Re: How to enforce "user cannot invoke any programs without first logging on to the system"



"James" <jzheng22@xxxxxxxxx> writes:

I posted the question on comp.unix.admin, then I realized there is
a unix security group, so I repost here. Thanks.

Hi all,

I am writing shell scripts to enforce some security standards. One
of the rules is "Users cannot get access to shell or invoke any other
programs without first logging on to the system"
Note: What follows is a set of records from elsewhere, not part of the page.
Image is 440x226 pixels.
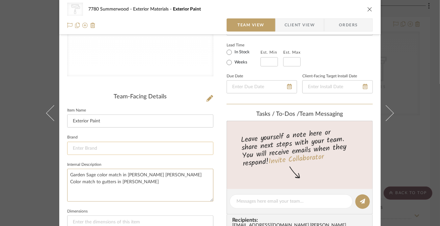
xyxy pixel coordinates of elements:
[238,18,265,32] span: Team View
[233,49,250,55] label: In Stock
[67,115,214,128] input: Enter Item Name
[283,50,301,55] label: Est. Max
[67,94,214,101] div: Team-Facing Details
[367,6,373,12] button: close
[227,48,261,67] mat-radio-group: Select item type
[227,111,373,118] div: team Messaging
[303,75,357,78] label: Client-Facing Target Install Date
[257,111,300,117] span: Tasks / To-Dos /
[233,60,248,66] label: Weeks
[268,152,325,168] a: Invite Collaborator
[67,210,88,214] label: Dimensions
[67,163,102,167] label: Internal Description
[173,7,201,12] span: Exterior Paint
[227,80,297,94] input: Enter Due Date
[227,42,261,48] label: Lead Time
[88,7,133,12] span: 7780 Summerwood
[133,7,173,12] span: Exterior Materials
[303,80,373,94] input: Enter Install Date
[90,23,96,28] img: Remove from project
[227,75,243,78] label: Due Date
[332,18,366,32] span: Orders
[67,109,86,112] label: Item Name
[226,126,374,170] div: Leave yourself a note here or share next steps with your team. You will receive emails when they ...
[261,50,278,55] label: Est. Min
[67,136,78,139] label: Brand
[67,142,214,155] input: Enter Brand
[285,18,315,32] span: Client View
[232,218,370,223] span: Recipients:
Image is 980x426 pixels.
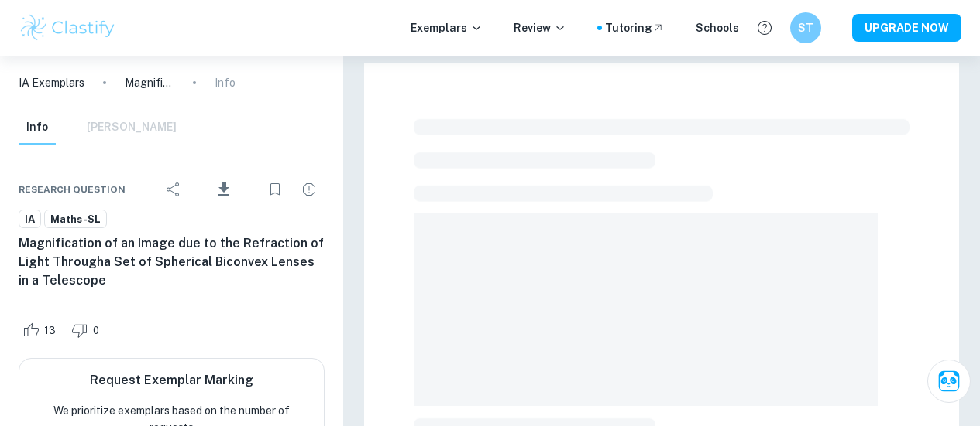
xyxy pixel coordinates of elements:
span: Maths-SL [45,212,106,227]
button: Help and Feedback [751,15,778,41]
div: Bookmark [260,174,291,205]
p: Exemplars [410,19,482,36]
span: Research question [19,183,125,196]
span: 0 [84,323,108,339]
div: Share [158,174,189,205]
button: Info [19,111,56,145]
div: Like [19,318,64,343]
a: Schools [695,19,739,36]
a: IA [19,209,41,229]
h6: Request Exemplar Marking [90,371,253,390]
h6: ST [797,19,815,36]
a: Maths-SL [45,209,107,229]
p: Info [214,74,235,91]
div: Report issue [294,174,325,205]
h6: Magnification of an Image due to the Refraction of Light Througha Set of Spherical Biconvex Lense... [19,234,325,290]
button: Ask Clai [927,360,970,403]
img: Clastify logo [19,12,117,44]
div: Dislike [67,318,108,343]
p: Review [513,19,566,36]
button: ST [790,12,821,44]
a: Tutoring [605,19,664,36]
div: Download [192,170,257,209]
span: IA [19,212,40,227]
span: 13 [36,323,64,339]
p: Magnification of an Image due to the Refraction of Light Througha Set of Spherical Biconvex Lense... [125,74,174,91]
a: IA Exemplars [19,74,84,91]
button: UPGRADE NOW [852,14,961,42]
This looks simple, but there's a lot to it. On one hand, it should be
automatic... you can't do anything on unix without first logging in.
However, poorly secured webservers, for instance, can allow someone to
run commands without logging in certain circumstances. So the larger
goal of keeping all running network apps up to date with secure
versions is very important, as is having any custom code audited for
security.

Does this mean
echo "mkdir /tmp/testdir" | ssh userid@anothermachine
should be prohibited?

No. All that does is makes a directory on the local machine and
pipes the output to a shell on anothermachine. Depending on
anothermachine's sshd conf file settings, a password should be
prompted for. If not, then public key auth has been enabled and
configured. Better to look for public key files on the file system
with find and to audit sshd_config files for allowing such things if
you need to enforce that policy without exception.

How to enforce such kind of security rule? Is there ssh configuration
I should take a look at?

Yes. Typically in /etc/ssh/sshd_config

RSAAuthentication
PubkeyAuthentication settings will be of interest.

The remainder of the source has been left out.